Skip to content

🎨 An Experimental Theme Engine for Android

License

Notifications You must be signed in to change notification settings

DeweyReed/Theme

Folders and files

NameName
Last commit message
Last commit date

Latest commit

f058fe8 Β· Oct 10, 2024
Feb 6, 2021
Jul 4, 2021
Jul 4, 2021
May 14, 2020
Jul 4, 2021
Aug 18, 2019
Nov 11, 2018
Oct 10, 2024
Jul 4, 2021
Jul 4, 2021
Oct 14, 2018
Jun 16, 2020
Oct 14, 2018
Jan 4, 2020

Repository files navigation

[Experimental] Theme

Android CI API Releases

image

Theme is an experimental theme engine for Android by retinting views after their creation.

This library is inspired by aesthetic and Cyanea.

WARNING

  • Theme is a companion of material-components-android, so it requires you to adopt material-components-android in your project.
  • Currently, Theme only supports material-components-android 1.4.0. Any other version doesn't work.
  • Because the implementation is fragile, think twice, and do some investigation before using this library.
  • Jetpack Compose supports theming programmatically and is a better alternative(in the future).

Sample App

Sample APK from Release.

Usage

  1. Install dependency:

    1. Add the JitPack repository to your build file

      allprojects {
          repositories {
              ...
              maven { url 'https://jitpack.io' }
          }
      }
    2. Add the dependency

      Releases

      dependencies {  
          implementation 'com.github.DeweyReed:Theme:0.4.0' // for material-components-android 1.4.0
      }
  2. Define six theme colors:

    <resources>
        <color name="colorPrimary">#008577</color>
        <color name="colorPrimaryVariant">#00574B</color>
        <color name="colorOnPrimary">#FFFFFF</color>
        <color name="colorSecondary">#D81B60</color>
        <color name="colorSecondaryVariant">#A00037</color>
        <color name="colorOnSecondary">#FFFFFF</color>
    </resources>
    • The color resources name must be identical to the names above.
    • Color values must be formatted as #RRGGBB. Color references won't work because of how TypedArray.getResourceId works.
  3. Add an attribute to your root theme:

    <style name="AppTheme" parent="Theme.MaterialComponents.DayNight.NoActionBar">
        ...
        <!-- Add this line -->
        <item name="viewInflaterClass">xyz.aprildown.theme.ThemeViewInflater</item>
    </style>
  4. In your Application:

    Theme.init(
        context = this,
        themeRes = R.style.AppTheme
    ) {
        // Optional. Provide initial colors here.
        // The usage is same as the code below.
    }
  5. Change colors:

    Theme.edit(this) {
        colorPrimaryRes = R.color.md_amber_500
        colorPrimaryVariantRes = R.color.md_amber_800
        colorOnPrimary = on(colorPrimary)
        colorSecondaryRes = R.color.md_blue_500
        colorSecondaryVariantRes = R.color.md_blue_800
        colorOnSecondary = on(colorSecondary)
        colorStatusBar = colorPrimaryVariant
    }
    • Variables ending with Res expect a ColorRes. Other variables expect a ColorInt.
    • After editing, you have to recreate activities in the back stack manually.
  6. [Optional] Use colors at runtime.

    Theme.get().colorPrimary

More Settings

Tint Status Bar and Navigation Bar

Theme.tintSystemUi(activity)
  • Put it in activity's onCreate, but if you're using DrawerLayout, put it after DrawerLayout is inflated(usually it's after setContentView).

Disable Theme

This's useful when you show a MaterialDatePicker because Theme messes up its colors.

button.setOnClickListener {
    Theme.get().enabled = false
    MaterialDatePicker.Builder.datePicker()
        .build()
        .apply {
            addOnDismissListener {
                Theme.get().enabled = true
            }
        }
        .show(childFragmentManager, null)
}

Support Custom Views

  1. Create a ThemeInflationDelegate like AppComponentsDelegate.

  2. Add it after Theme's initialization:

    Theme.init(...)
    Theme.installDelegates(AppComponentsDelegate())

Limitation

  • Style Toolbar according to the docs, or the tint doesn't work.
  • Theme doesn't use any reflection, so it's hard to tint widgets like TimePicker.

How Theme Works

material-components-android makes setting attributes programmatically very easy. ThemeViewInflater extends MaterialComponentsViewInflater and does all retint work. Classes named ***Tint resolves color attributes from AttributeSet and applies new color.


__Your assignment__:
Which of the lines below include the word "Engine"? Pull each one out.

"""

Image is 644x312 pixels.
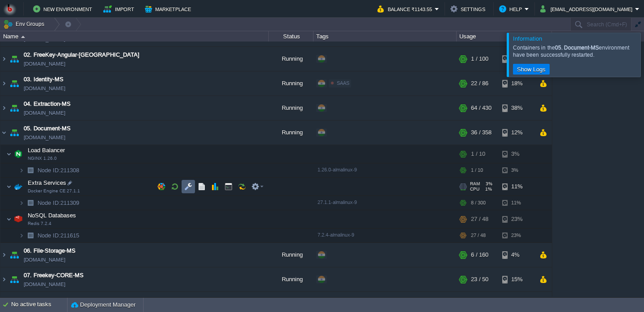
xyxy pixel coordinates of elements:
[471,163,483,178] div: 1 / 10
[499,4,525,14] button: Help
[1,96,8,120] img: AMDAwAAAACH5BAEAAAAALAAAAAABAAEAAAICRAEAOw==
[502,243,531,267] div: 4%
[27,212,77,219] a: NoSQL DatabasesRedis 7.2.4
[317,199,357,205] span: 27.1.1-almalinux-9
[33,4,95,14] button: New Environment
[314,32,456,42] div: Tags
[457,32,551,42] div: Usage
[8,268,21,291] img: AMDAwAAAACH5BAEAAAAALAAAAAABAAEAAAICRAEAOw==
[27,147,66,154] span: Load Balancer
[555,44,599,51] b: 05. Document-MS
[24,229,37,243] img: AMDAwAAAACH5BAEAAAAALAAAAAABAAEAAAICRAEAOw==
[269,96,314,120] div: Running
[37,167,80,174] span: 211308
[37,167,61,174] span: Node ID:
[502,210,531,228] div: 23%
[502,163,531,178] div: 3%
[513,35,542,42] span: Information
[471,196,486,210] div: 8 / 300
[471,120,491,145] div: 36 / 358
[502,145,531,163] div: 3%
[24,163,37,178] img: AMDAwAAAACH5BAEAAAAALAAAAAABAAEAAAICRAEAOw==
[269,120,314,145] div: Running
[269,47,314,71] div: Running
[1,71,8,96] img: AMDAwAAAACH5BAEAAAAALAAAAAABAAEAAAICRAEAOw==
[471,229,486,243] div: 27 / 48
[12,210,24,228] img: AMDAwAAAACH5BAEAAAAALAAAAAABAAEAAAICRAEAOw==
[515,65,548,73] button: Show Logs
[1,120,8,145] img: AMDAwAAAACH5BAEAAAAALAAAAAABAAEAAAICRAEAOw==
[471,71,488,96] div: 22 / 86
[8,71,21,96] img: AMDAwAAAACH5BAEAAAAALAAAAAABAAEAAAICRAEAOw==
[471,210,488,228] div: 27 / 48
[377,4,435,14] button: Balance ₹1143.55
[11,298,67,312] div: No active tasks
[317,232,354,237] span: 7.2.4-almalinux-9
[37,232,80,239] span: 211615
[24,59,65,68] a: [DOMAIN_NAME]
[28,188,80,194] span: Docker Engine CE 27.1.1
[1,268,8,291] img: AMDAwAAAACH5BAEAAAAALAAAAAABAAEAAAICRAEAOw==
[24,133,65,142] a: [DOMAIN_NAME]
[37,199,61,206] span: Node ID:
[27,179,68,187] a: Extra ServicesDocker Engine CE 27.1.1
[269,32,313,42] div: Status
[502,96,531,120] div: 38%
[27,212,77,219] span: NoSQL Databases
[513,44,638,59] div: Containers in the environment have been successfully restarted.
[540,4,635,14] button: [EMAIL_ADDRESS][DOMAIN_NAME]
[24,280,65,289] a: [DOMAIN_NAME]
[8,47,21,71] img: AMDAwAAAACH5BAEAAAAALAAAAAABAAEAAAICRAEAOw==
[3,18,48,30] button: Env Groups
[471,47,488,71] div: 1 / 100
[1,32,269,42] div: Name
[24,50,140,59] a: 02. FreeKey-Angular-[GEOGRAPHIC_DATA]
[19,229,24,243] img: AMDAwAAAACH5BAEAAAAALAAAAAABAAEAAAICRAEAOw==
[24,246,75,255] a: 06. File-Storage-MS
[502,229,531,243] div: 23%
[71,300,135,309] button: Deployment Manager
[502,120,531,145] div: 12%
[24,271,84,280] a: 07. Freekey-CORE-MS
[1,243,8,267] img: AMDAwAAAACH5BAEAAAAALAAAAAABAAEAAAICRAEAOw==
[24,296,78,305] a: 08. User-Activity-MS
[269,71,314,96] div: Running
[450,4,488,14] button: Settings
[24,84,65,93] a: [DOMAIN_NAME]
[27,147,66,154] a: Load BalancerNGINX 1.26.0
[28,156,57,161] span: NGINX 1.26.0
[37,232,80,239] a: Node ID:211615
[24,75,64,84] span: 03. Identity-MS
[24,255,65,264] a: [DOMAIN_NAME]
[502,196,531,210] div: 11%
[103,4,137,14] button: Import
[502,268,531,291] div: 15%
[8,96,21,120] img: AMDAwAAAACH5BAEAAAAALAAAAAABAAEAAAICRAEAOw==
[24,100,71,109] a: 04. Extraction-MS
[471,145,485,163] div: 1 / 10
[12,178,24,196] img: AMDAwAAAACH5BAEAAAAALAAAAAABAAEAAAICRAEAOw==
[483,187,492,192] span: 1%
[471,243,488,267] div: 6 / 160
[269,243,314,267] div: Running
[24,196,37,210] img: AMDAwAAAACH5BAEAAAAALAAAAAABAAEAAAICRAEAOw==
[28,221,52,226] span: Redis 7.2.4
[37,199,80,207] span: 211309
[6,178,12,196] img: AMDAwAAAACH5BAEAAAAALAAAAAABAAEAAAICRAEAOw==
[3,2,17,15] img: Bitss Techniques
[6,210,12,228] img: AMDAwAAAACH5BAEAAAAALAAAAAABAAEAAAICRAEAOw==
[1,47,8,71] img: AMDAwAAAACH5BAEAAAAALAAAAAABAAEAAAICRAEAOw==
[8,120,21,145] img: AMDAwAAAACH5BAEAAAAALAAAAAABAAEAAAICRAEAOw==
[470,181,480,187] span: RAM
[8,243,21,267] img: AMDAwAAAACH5BAEAAAAALAAAAAABAAEAAAICRAEAOw==
[27,179,68,187] span: Extra Services
[21,36,25,38] img: AMDAwAAAACH5BAEAAAAALAAAAAABAAEAAAICRAEAOw==
[19,163,24,178] img: AMDAwAAAACH5BAEAAAAALAAAAAABAAEAAAICRAEAOw==
[502,178,531,196] div: 11%
[471,96,491,120] div: 64 / 430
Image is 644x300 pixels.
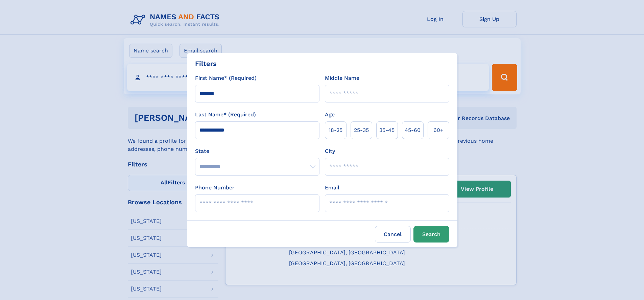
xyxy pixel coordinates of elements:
[325,111,335,119] label: Age
[414,226,449,243] button: Search
[325,74,359,82] label: Middle Name
[354,126,369,134] span: 25‑35
[195,147,320,155] label: State
[375,226,411,243] label: Cancel
[195,184,235,192] label: Phone Number
[195,58,217,69] div: Filters
[325,184,340,192] label: Email
[405,126,421,134] span: 45‑60
[434,126,444,134] span: 60+
[380,126,394,134] span: 35‑45
[195,74,257,82] label: First Name* (Required)
[195,111,256,119] label: Last Name* (Required)
[329,126,343,134] span: 18‑25
[325,147,335,155] label: City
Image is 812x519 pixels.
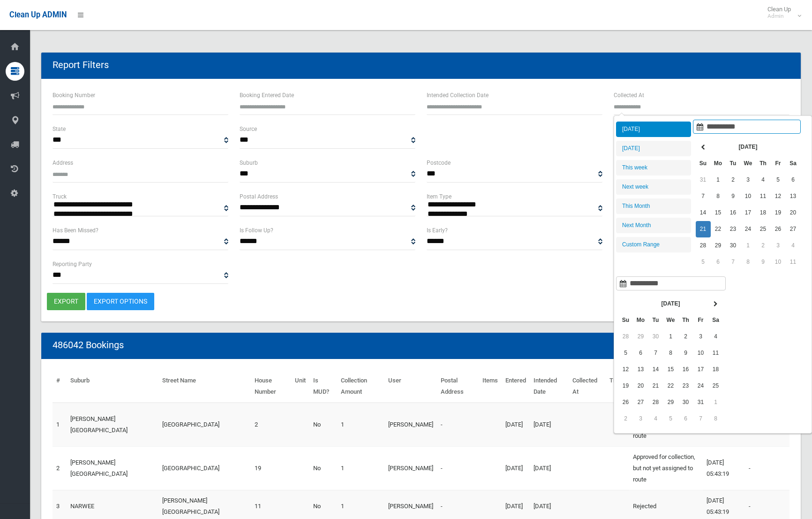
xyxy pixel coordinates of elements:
[664,411,679,427] td: 5
[617,141,691,156] li: [DATE]
[649,394,664,411] td: 28
[427,90,489,100] label: Intended Collection Date
[679,394,693,411] td: 30
[619,394,633,411] td: 26
[385,371,437,403] th: User
[696,254,711,270] td: 5
[158,447,250,490] td: [GEOGRAPHIC_DATA]
[239,90,294,100] label: Booking Entered Date
[633,411,649,427] td: 3
[768,13,791,20] small: Admin
[726,237,741,254] td: 30
[649,361,664,378] td: 14
[633,345,649,361] td: 6
[630,447,703,490] td: Approved for collection, but not yet assigned to route
[633,329,649,345] td: 29
[726,254,741,270] td: 7
[633,312,649,329] th: Mo
[502,371,530,403] th: Entered
[67,371,158,403] th: Suburb
[771,205,786,221] td: 19
[47,293,85,310] button: export
[649,312,664,329] th: Tu
[696,172,711,188] td: 31
[711,254,726,270] td: 6
[741,172,756,188] td: 3
[617,122,691,137] li: [DATE]
[569,371,606,403] th: Collected At
[771,155,786,172] th: Fr
[679,411,693,427] td: 6
[709,411,724,427] td: 8
[251,403,291,447] td: 2
[337,403,385,447] td: 1
[709,361,724,378] td: 18
[696,237,711,254] td: 28
[617,218,691,234] li: Next Month
[679,378,693,394] td: 23
[617,180,691,195] li: Next week
[649,378,664,394] td: 21
[649,329,664,345] td: 30
[67,447,158,490] td: [PERSON_NAME][GEOGRAPHIC_DATA]
[771,188,786,205] td: 12
[633,296,709,312] th: [DATE]
[696,221,711,237] td: 21
[56,503,59,510] a: 3
[679,329,693,345] td: 2
[52,90,95,100] label: Booking Number
[427,192,452,202] label: Item Type
[337,447,385,490] td: 1
[251,371,291,403] th: House Number
[786,155,801,172] th: Sa
[726,188,741,205] td: 9
[711,188,726,205] td: 8
[614,90,645,100] label: Collected At
[726,221,741,237] td: 23
[741,221,756,237] td: 24
[711,237,726,254] td: 29
[741,254,756,270] td: 8
[771,221,786,237] td: 26
[619,329,633,345] td: 28
[664,312,679,329] th: We
[437,371,479,403] th: Postal Address
[679,345,693,361] td: 9
[711,139,786,155] th: [DATE]
[726,205,741,221] td: 16
[786,237,801,254] td: 4
[709,345,724,361] td: 11
[696,205,711,221] td: 14
[309,447,337,490] td: No
[664,329,679,345] td: 1
[771,254,786,270] td: 10
[502,447,530,490] td: [DATE]
[617,199,691,214] li: This Month
[693,312,709,329] th: Fr
[633,361,649,378] td: 13
[337,371,385,403] th: Collection Amount
[617,160,691,176] li: This week
[693,411,709,427] td: 7
[385,447,437,490] td: [PERSON_NAME]
[711,205,726,221] td: 15
[726,155,741,172] th: Tu
[649,411,664,427] td: 4
[56,421,59,428] a: 1
[711,155,726,172] th: Mo
[530,447,569,490] td: [DATE]
[385,403,437,447] td: [PERSON_NAME]
[479,371,502,403] th: Items
[530,403,569,447] td: [DATE]
[756,221,771,237] td: 25
[56,465,59,472] a: 2
[756,155,771,172] th: Th
[437,447,479,490] td: -
[619,411,633,427] td: 2
[633,378,649,394] td: 20
[158,403,250,447] td: [GEOGRAPHIC_DATA]
[87,293,154,310] a: Export Options
[756,205,771,221] td: 18
[709,394,724,411] td: 1
[786,254,801,270] td: 11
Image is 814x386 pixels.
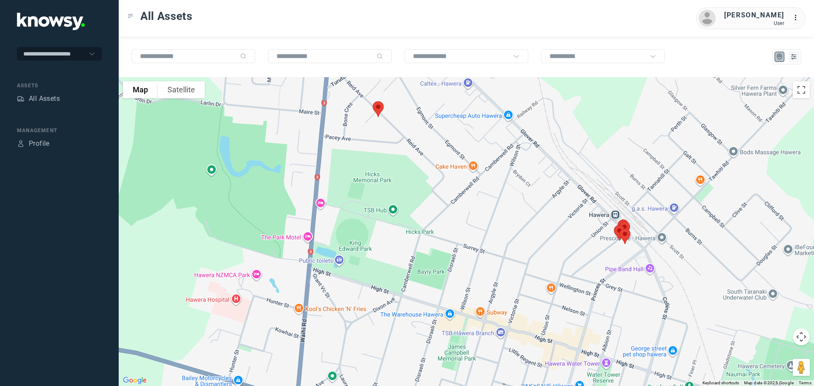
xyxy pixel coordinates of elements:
[17,95,25,103] div: Assets
[17,13,85,30] img: Application Logo
[240,53,247,60] div: Search
[798,380,811,385] a: Terms (opens in new tab)
[128,13,133,19] div: Toggle Menu
[17,140,25,147] div: Profile
[123,81,158,98] button: Show street map
[792,359,809,376] button: Drag Pegman onto the map to open Street View
[775,53,783,61] div: Map
[724,10,784,20] div: [PERSON_NAME]
[121,375,149,386] img: Google
[793,14,801,21] tspan: ...
[792,81,809,98] button: Toggle fullscreen view
[29,139,50,149] div: Profile
[792,13,803,24] div: :
[17,127,102,134] div: Management
[698,10,715,27] img: avatar.png
[792,328,809,345] button: Map camera controls
[376,53,383,60] div: Search
[789,53,797,61] div: List
[792,13,803,23] div: :
[17,139,50,149] a: ProfileProfile
[17,82,102,89] div: Assets
[17,94,60,104] a: AssetsAll Assets
[29,94,60,104] div: All Assets
[121,375,149,386] a: Open this area in Google Maps (opens a new window)
[702,380,739,386] button: Keyboard shortcuts
[724,20,784,26] div: User
[140,8,192,24] span: All Assets
[158,81,205,98] button: Show satellite imagery
[744,380,793,385] span: Map data ©2025 Google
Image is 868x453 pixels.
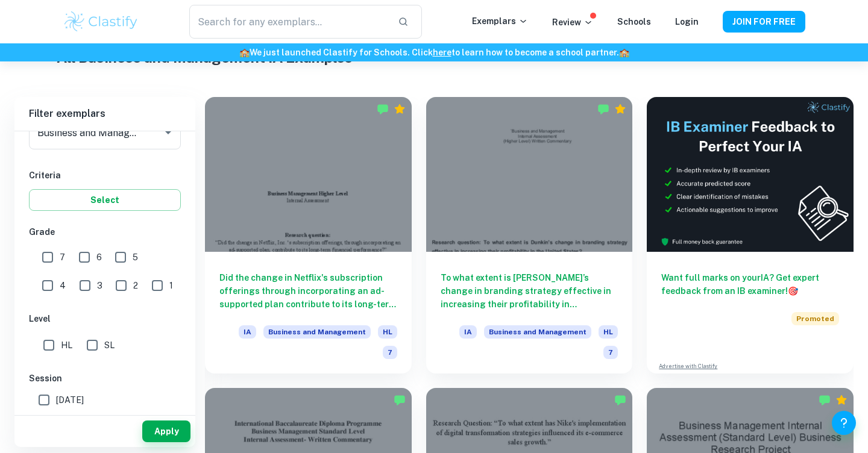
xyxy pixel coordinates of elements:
a: Did the change in Netflix's subscription offerings through incorporating an ad-supported plan con... [205,97,411,374]
button: Help and Feedback [833,411,856,435]
span: HL [378,325,397,339]
img: Thumbnail [647,97,854,252]
h6: Want full marks on your IA ? Get expert feedback from an IB examiner! [661,271,840,298]
span: 1 [169,279,173,293]
span: IA [239,325,256,339]
div: Premium [614,103,627,115]
img: Marked [598,103,610,115]
a: Want full marks on yourIA? Get expert feedback from an IB examiner!PromotedAdvertise with Clastify [647,97,854,374]
p: Exemplars [473,14,528,27]
h6: Criteria [29,168,181,182]
div: Premium [394,103,406,115]
a: Schools [617,17,651,27]
button: Open [160,124,176,141]
button: Select [29,190,181,211]
button: Apply [142,421,191,442]
span: HL [61,339,73,352]
img: Clastify logo [63,10,139,34]
span: IA [459,325,477,339]
img: Marked [377,103,389,115]
span: 7 [59,251,65,264]
img: Marked [394,394,406,406]
span: 3 [97,279,103,293]
span: 7 [604,346,618,359]
h6: Filter exemplars [14,97,195,131]
h6: Level [29,312,181,325]
h6: Grade [29,225,181,238]
div: Premium [836,394,848,406]
input: Search for any exemplars... [190,4,388,39]
span: 6 [97,251,102,264]
span: 2 [133,279,138,293]
span: 4 [59,279,66,293]
a: To what extent is [PERSON_NAME]’s change in branding strategy effective in increasing their profi... [426,97,633,374]
h6: We just launched Clastify for Schools. Click to learn how to become a school partner. [3,46,866,59]
span: 7 [383,346,397,359]
span: HL [598,325,618,339]
span: Promoted [792,312,840,325]
span: SL [105,339,114,352]
span: 🏫 [619,48,629,58]
h6: Session [29,372,181,386]
img: Marked [614,394,627,406]
span: 🎯 [788,286,798,296]
a: Advertise with Clastify [659,363,717,371]
h6: To what extent is [PERSON_NAME]’s change in branding strategy effective in increasing their profi... [441,271,619,311]
h6: Did the change in Netflix's subscription offerings through incorporating an ad-supported plan con... [220,271,397,311]
img: Marked [819,394,831,406]
p: Review [552,16,593,29]
span: Business and Management [484,325,591,339]
span: Business and Management [263,325,371,339]
a: here [433,48,451,58]
span: 5 [133,251,138,264]
button: JOIN FOR FREE [723,11,806,33]
a: Login [676,17,699,27]
span: 🏫 [239,48,250,58]
span: [DATE] [56,394,84,407]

"""

__Result for this exercise__:
[28,188,80,194] span: Docker Engine CE 27.1.1
[27,179,68,187] a: Extra ServicesDocker Engine CE 27.1.1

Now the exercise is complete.